After the Second World War, Winston Churchill recalled that there was one campaign on which the entire British and indeed Allied effort had depended: “Amid the torrent of violent events one anxiety reigned supreme. Battles might be won or lost, enterprises might succeed or miscarry, territories might be gained or quitted, but dominating all our power to carry on the war, or even keep ourselves alive, lay our mastery of ocean routes and the free approach and entry to our ports.”2 Failure in the Battle of the Atlantic meant failure in the war. It really was as simple as that.
What is not so simple is making sense of the ebbs and flows of the Battle of the Atlantic eighty years later. The battle (really, campaign) began on the first day of the war, when the British and Canadians instituted naval control of shipping, or the convoy system. It lasted until the last week of the war, when American warships sank U-853 off the coast of Rhode Island and an RAF Catalina damaged U-320 off the coast of Norway. In between, thousands of individual battles, many of them now forgotten, were fought across thousands of square miles of ocean. The result is well understood: the Allies defeated the U-boat threat and secured the sea lines of communication between North America and Europe. But when they achieved that goal and how they did it remain questions that animate historians today.

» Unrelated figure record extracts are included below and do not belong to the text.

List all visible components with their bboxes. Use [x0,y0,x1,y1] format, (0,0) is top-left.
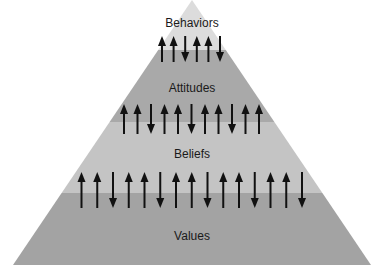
label-values: Values [174,229,210,243]
pyramid-diagram: Behaviors Attitudes Beliefs Values [0,0,384,275]
label-attitudes: Attitudes [169,81,216,95]
label-beliefs: Beliefs [174,147,210,161]
label-behaviors: Behaviors [165,16,218,30]
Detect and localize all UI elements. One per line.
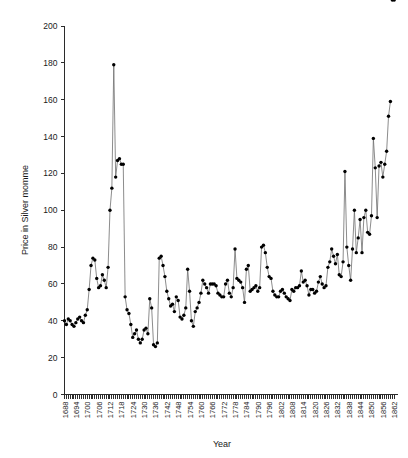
x-tick-label: 1832 [333,402,342,419]
price-time-series-chart: 020406080100120140160180200 168816941700… [0,0,408,458]
data-point [315,290,318,293]
x-tick-label: 1754 [186,402,195,419]
x-tick-label: 1694 [72,402,81,419]
x-tick-label: 1760 [197,402,206,419]
data-point [139,341,142,344]
data-point [347,264,350,267]
x-tick-label: 1700 [83,402,92,419]
data-point [341,260,344,263]
y-axis-title: Price in Silver momme [20,165,30,255]
data-point [188,290,191,293]
price-series-line [65,65,391,347]
data-point [101,273,104,276]
data-point [353,209,356,212]
data-point [106,266,109,269]
data-point [165,290,168,293]
data-point [87,288,90,291]
x-tick-label: 1850 [367,402,376,419]
data-point [125,308,128,311]
x-tick-label: 1790 [254,402,263,419]
data-point [131,336,134,339]
x-tick-label: 1778 [231,402,240,419]
x-tick-label: 1808 [288,402,297,419]
data-point [387,115,390,118]
data-point [305,284,308,287]
data-point [307,293,310,296]
data-point [264,251,267,254]
data-point [163,275,166,278]
data-point [148,297,151,300]
data-point [368,233,371,236]
data-point [108,209,111,212]
data-point [192,325,195,328]
data-point [292,290,295,293]
data-point [176,299,179,302]
data-point [224,282,227,285]
x-tick-label: 1712 [106,402,115,419]
data-point [336,253,339,256]
chart-figure: 020406080100120140160180200 168816941700… [0,0,408,458]
data-point [89,264,92,267]
data-point [330,247,333,250]
data-point [186,268,189,271]
x-tick-label: 1814 [299,402,308,419]
data-point [283,291,286,294]
x-tick-label: 1736 [151,402,160,419]
data-point [140,338,143,341]
data-point [207,291,210,294]
data-point [93,258,96,261]
data-point [214,284,217,287]
data-point [256,290,259,293]
data-point [197,301,200,304]
data-point [110,186,113,189]
data-point [228,291,231,294]
data-point [311,288,314,291]
x-axis-tick-labels: 1688169417001706171217181724173017361742… [61,402,400,419]
data-point [127,312,130,315]
data-point [175,295,178,298]
data-point [205,286,208,289]
data-point [133,332,136,335]
data-point [123,295,126,298]
x-tick-label: 1844 [356,402,365,419]
y-tick-label: 40 [48,316,58,326]
data-point [383,162,386,165]
y-tick-label: 0 [53,390,58,400]
x-tick-label: 1862 [390,402,399,419]
data-point [65,323,68,326]
data-point [104,286,107,289]
y-axis-ticks: 020406080100120140160180200 [43,21,64,400]
data-point [203,282,206,285]
x-axis-title: Year [213,439,231,449]
data-point [226,279,229,282]
data-point [150,306,153,309]
data-point [288,299,291,302]
data-point [339,275,342,278]
data-point [379,161,382,164]
data-point [86,308,89,311]
data-point [358,218,361,221]
data-point [243,301,246,304]
y-tick-label: 100 [43,205,57,215]
data-point [171,303,174,306]
data-point [300,269,303,272]
data-point [355,251,358,254]
data-point [364,209,367,212]
x-tick-label: 1856 [379,402,388,419]
data-point [262,244,265,247]
data-point [389,100,392,103]
y-tick-label: 120 [43,168,57,178]
data-point [351,247,354,250]
y-tick-label: 20 [48,353,58,363]
y-tick-label: 180 [43,58,57,68]
data-point [245,268,248,271]
data-point [370,214,373,217]
data-point [349,279,352,282]
data-point [137,338,140,341]
data-point [254,284,257,287]
x-tick-label: 1748 [174,402,183,419]
data-point [72,325,75,328]
x-tick-label: 1718 [117,402,126,419]
data-point [381,175,384,178]
data-point [303,279,306,282]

A good starting point for answering those questions is Churchill himself. No person in history has been so well-placed to make sense of them. Not only was he the wartime leader who experienced the victories and defeats at sea in real time, but also after the war he wrote influential and bestselling histories of those events. As he saw it, the Allies won because of the overwhelming, he claimed, “The year 1942 was to provide many rude shocks and prove in the Atlantic the toughest of the whole war.”But in April 1943, he wrote in, “we could see the balance turn.”